The ugliness of Myspace wasn't just exciting in a kind of outsider/folk-art way (though it was that). Myspace's ugliness was an anti-cooption force-field, because corporate designers and art-directors would, by and large, rather break their fingers and gouge out their eyes than produce pages that looked like that.
In this regard, Myspace was the heir to successive generations of "design democratization" that gave amateur communities, especially countercultural ones, a space to operate in where authentic community members could be easily distinguished between parasitic commercializers.
The immediate predecessors to Myspace's ugliness-as-a-feature were the web, and desktop publishing. Between the img tag, imagemaps, the blink tag, animated GIFs, and the million ways that you could weird a page with tables and padding, the early web was positively bursting with individual personality. The early web balanced in an equilibrium between the plunder-friendliness of "view source" and the topsy-turvy design imperatives of web-based layout, which confounded both print designers (no fixed fonts! RGB colorspaces! dithering!) and even multimedia designers who'd cut their teeth on Hypercard and CD ROMs (no fixed layout!).
Before the web came desktop publishing, the million tractor-feed ransom notes combining Broderbund Print Shop fonts, joystick-edited pixel-art, and a cohort of enthusiasts ranging from punk zinesters to community newsletter publishers. As this work proliferated on coffee-shop counters and telephone poles, it was visibly, obviously distinct from the work produced by "real" designers – that is, designers who'd been a) trained and b) paid by a corporation to employ that training.
All of this matters, and not just for aesthetic reasons. Communities – especially countercultural ones – are where our society's creative ferment starts. Getting your start in the trenches of the counterculture wars is no proof against being co-opted later (indeed, many of the designers who cut their teeth desktop publishing weird zines went on to pull their hair and roll their eyes at the incredible fuggliness of the web). But without that zone of noncommercial, antiestablishment, communitarian low weirdness, design and culture would stagnate.

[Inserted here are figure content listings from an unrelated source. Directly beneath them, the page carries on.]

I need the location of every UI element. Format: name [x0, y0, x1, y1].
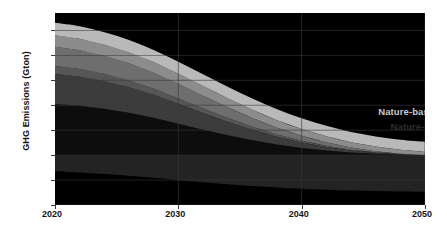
x-axis-tick-label: 2020 — [42, 209, 62, 219]
area-band — [55, 155, 425, 192]
y-axis-tick-mark — [51, 130, 55, 131]
plot-area: EnergyIndustryBuildingsTransportFoodNatu… — [55, 13, 425, 205]
x-axis-tick-label: 2040 — [289, 209, 309, 219]
x-axis-tick-mark — [302, 205, 303, 209]
y-axis-tick-mark — [51, 180, 55, 181]
x-axis-tick-label: 2050 — [412, 209, 432, 219]
y-axis-title: GHG Emissions (Gton) — [21, 31, 31, 171]
chart-figure: GHG Emissions (Gton) EnergyIndustryBuild… — [0, 0, 447, 240]
y-axis-tick-mark — [51, 30, 55, 31]
x-axis-tick-label: 2030 — [165, 209, 185, 219]
y-axis-tick-mark — [51, 105, 55, 106]
x-axis-tick-mark — [178, 205, 179, 209]
y-axis-tick-mark — [51, 80, 55, 81]
y-axis-tick-mark — [51, 155, 55, 156]
y-axis-tick-mark — [51, 55, 55, 56]
stacked-area-svg — [55, 13, 425, 205]
x-axis-tick-mark — [55, 205, 56, 209]
x-axis-tick-mark — [425, 205, 426, 209]
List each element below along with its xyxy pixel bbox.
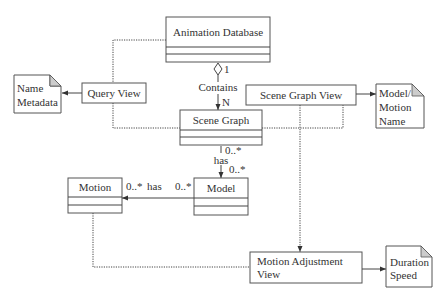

I started thinking about this 25 years ago, the first time I met William Gibson. I'd been assigned by the Globe and Mail to interview him for the launch of All Tomorrow's Parties:
https://craphound.com/nonfic/transcript.html
One of the questions I asked was about his famous aphorism, "The street finds its own use for things." Given how quickly each post-punk tendency had been absorbed by commercial culture, couldn't we say that "Madison Avenue finds its own use for the street"? His answer started me down a quarter-century of thinking and writing about this subject:
I worry about what we'll do in the future, [about the instantaneous co-opting of pop culture]. Where is our new stuff going to come from? What we're doing pop culturally is like burning the rain forest. The biodiversity of pop culture is really, really in danger. I didn't see it coming until a few years ago, but looking back it's very apparent.
I watch a sort of primitive form of the recommodification machine around my friends and myself in sixties, and it took about two years for this clumsy mechanism to get and try to sell us The Monkees.
In 1977, it took about eight months for a slightly faster more refined mechanism to put punk in the window of Holt Renfrew. It's gotten faster ever since. The scene in Seattle that Nirvana came from: as soon as it had a label, it was on the runways of Paris.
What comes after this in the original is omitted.